First, consider the chicken guts and parts which lined the banks of a stream receiving the wastewater discharges of small-town Siler City’s sewage treatment facility. The community is home to a workforce of many recent Latino immigrant families drawn there by available jobs in the chicken processing plant. Desperate to reactivate the plant which had already lost two previous owners, both town and county governments had showered current owner Mountaire with incentive payments to re-open it. The incentives agreement failed to specify pre-treatment requirements for the plant’s discharges into the town’s sewage treatment facility. 

The town’s facility has been overwhelmed by the volume of waste from Mountaire. Their Siler City slaughterhouse is one of the nation’s largest, sending more than a million gallons of effluent a day to the town’s sewage plant. Regularly failing to meet state pollution control requirements, the sewage facility fouls the receiving stream and the Rocky River downstream. Since the slaughterhouse re-opened, the treatment facility has incurred 80 notices of violation and over $110,000 in fines.
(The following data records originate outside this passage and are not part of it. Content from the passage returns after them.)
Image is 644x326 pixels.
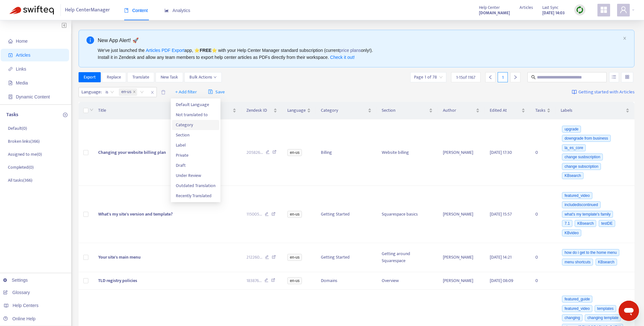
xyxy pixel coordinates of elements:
span: en-us [287,149,302,156]
span: Author [443,107,474,114]
img: Swifteq [10,6,54,15]
span: testDE [599,220,615,227]
span: search [531,75,535,79]
td: [PERSON_NAME] [438,243,484,272]
span: Under Review [175,172,216,179]
th: Language [282,102,316,119]
span: Outdated Translation [175,182,216,189]
span: Analytics [165,8,190,13]
span: how do i get to the home menu [562,249,619,256]
a: Check it out! [330,55,355,60]
span: book [124,8,128,13]
span: appstore [600,6,608,14]
span: close [132,90,136,94]
td: Billing [316,119,376,186]
div: 1 [498,72,508,82]
span: Tasks [535,107,545,114]
a: Settings [3,277,27,283]
td: Squarespace basics [376,186,437,243]
button: Export [78,72,101,82]
span: Translate [132,73,149,80]
img: sync.dc5367851b00ba804db3.png [575,6,583,14]
td: Getting Started [316,186,376,243]
span: Edited At [490,107,520,114]
th: Zendesk ID [241,102,282,119]
span: KBsearch [595,258,617,265]
span: 183876 ... [246,277,262,284]
span: featured_guide [562,296,592,303]
p: Default ( 0 ) [8,125,26,131]
td: 0 [530,272,556,290]
span: Home [16,38,27,44]
td: [PERSON_NAME] [438,272,484,290]
th: Author [438,102,484,119]
span: Media [16,80,27,85]
td: 0 [530,119,556,186]
span: Bulk Actions [189,73,217,80]
button: unordered-list [609,72,619,82]
span: changing template [584,314,620,321]
span: down [214,75,217,78]
span: en-us [287,210,302,217]
span: Recently Translated [175,192,216,200]
span: is [106,87,114,97]
span: Dynamic Content [16,94,50,99]
td: 0 [530,186,556,243]
span: Help Center [479,4,500,11]
p: Assigned to me ( 0 ) [8,151,42,158]
span: Your site's main menu [98,254,140,260]
button: Translate [127,72,154,82]
span: delete [161,90,166,95]
span: Help Center Manager [65,4,110,16]
span: change subscription [562,163,601,170]
div: New App Alert! 🚀 [98,36,620,44]
th: Category [316,102,376,119]
span: Last Sync [542,4,559,11]
span: down [89,108,93,112]
span: left [488,75,492,79]
span: featured_video [562,304,592,312]
span: includediscontinued [562,201,600,209]
span: New Task [161,73,178,80]
p: Broken links ( 366 ) [8,138,39,145]
td: [PERSON_NAME] [438,119,484,186]
span: What's my site's version and template? [98,210,173,217]
strong: [DATE] 14:03 [542,10,565,17]
span: Links [16,67,26,71]
img: image-link [571,89,576,95]
a: price plans [339,48,361,53]
td: Overview [376,272,437,290]
span: en-us [287,254,302,260]
iframe: Button to launch messaging window [619,301,639,321]
span: KBsearch [562,172,583,179]
div: We've just launched the app, ⭐ ⭐️ with your Help Center Manager standard subscription (current on... [98,47,620,61]
span: Title [98,107,231,114]
span: + Add filter [175,88,197,96]
span: Private [175,152,216,159]
span: Category [175,121,216,128]
button: Bulk Actionsdown [184,72,222,82]
span: downgrade from business [562,135,611,142]
span: Draft [175,162,216,169]
span: Section [381,107,427,114]
span: la_es_core [562,144,585,151]
span: en-us [122,88,131,96]
th: Labels [556,102,634,119]
span: KBsearch [574,220,596,227]
th: Section [376,102,437,119]
span: change susbscription [562,154,603,161]
span: Category [321,107,367,114]
span: TLD registry policies [98,277,137,284]
span: 115005 ... [246,210,262,217]
a: Articles PDF Export [146,48,184,53]
span: templates [594,304,616,312]
span: [DATE] 15:57 [490,210,512,217]
span: 7.1 [562,220,572,227]
span: unordered-list [612,74,616,79]
span: link [8,67,13,71]
span: KBvideo [562,229,581,236]
td: 0 [530,243,556,272]
button: close [622,36,626,40]
span: menu shortcuts [562,258,593,265]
It is under state orders to shape up, and in the meantime cannot accept any new customer connections.

Both the town and the slaughterhouse deny any connection to the mystery dumps of chicken guts.

The town/company interplay is a typical economic mismatch, with the small town unwilling or unable to require the large corporation’s plant to control the problems created by its huge effluent load. Instead, the environment and downstream neighbors pay the price of pollution.

From Siler City, next look west into the urban heart of the City of Winston-Salem. There, an 80,000-gallon spill of raw sewage last week entered a small stream over the course of 31 hours. The contaminated stream flows behind mostly Black, and mostly poor urban neighborhoods before winding its way through the heart of a heavily-used city park and between an elementary school and its playground. The spill took place last Tuesday, and as of Friday no local environmental alert to impacted neighborhoods had been issued. 

A contractor for the city/county utility system made an error which led directly to this spill. In the process of systemwide improvement work, the contractor erroneously redirected sewage flow into an abandoned section of piping. From there, it spilled out into the stream. 

The subsequent failure to promptly notify impacted neighborhoods and park users about the spill is especially troubling in light of the high volume of waste dumped into a small stream where children could be exposed to high levels of harmful bacteria. The spill was more than 80 times the threshold for mandatory news media notification. The incident is under state environmental review now.

These situations are far from unique, and serve as timely reminders of the scope of the continuing problem. Low-income communities and communities of color, both urban and rural, are disproportionately impacted by both routine permitted pollution discharges and by illegal spills and discharges. Correcting this systemic injustice has rightly become a priority of the citizen environmental movement.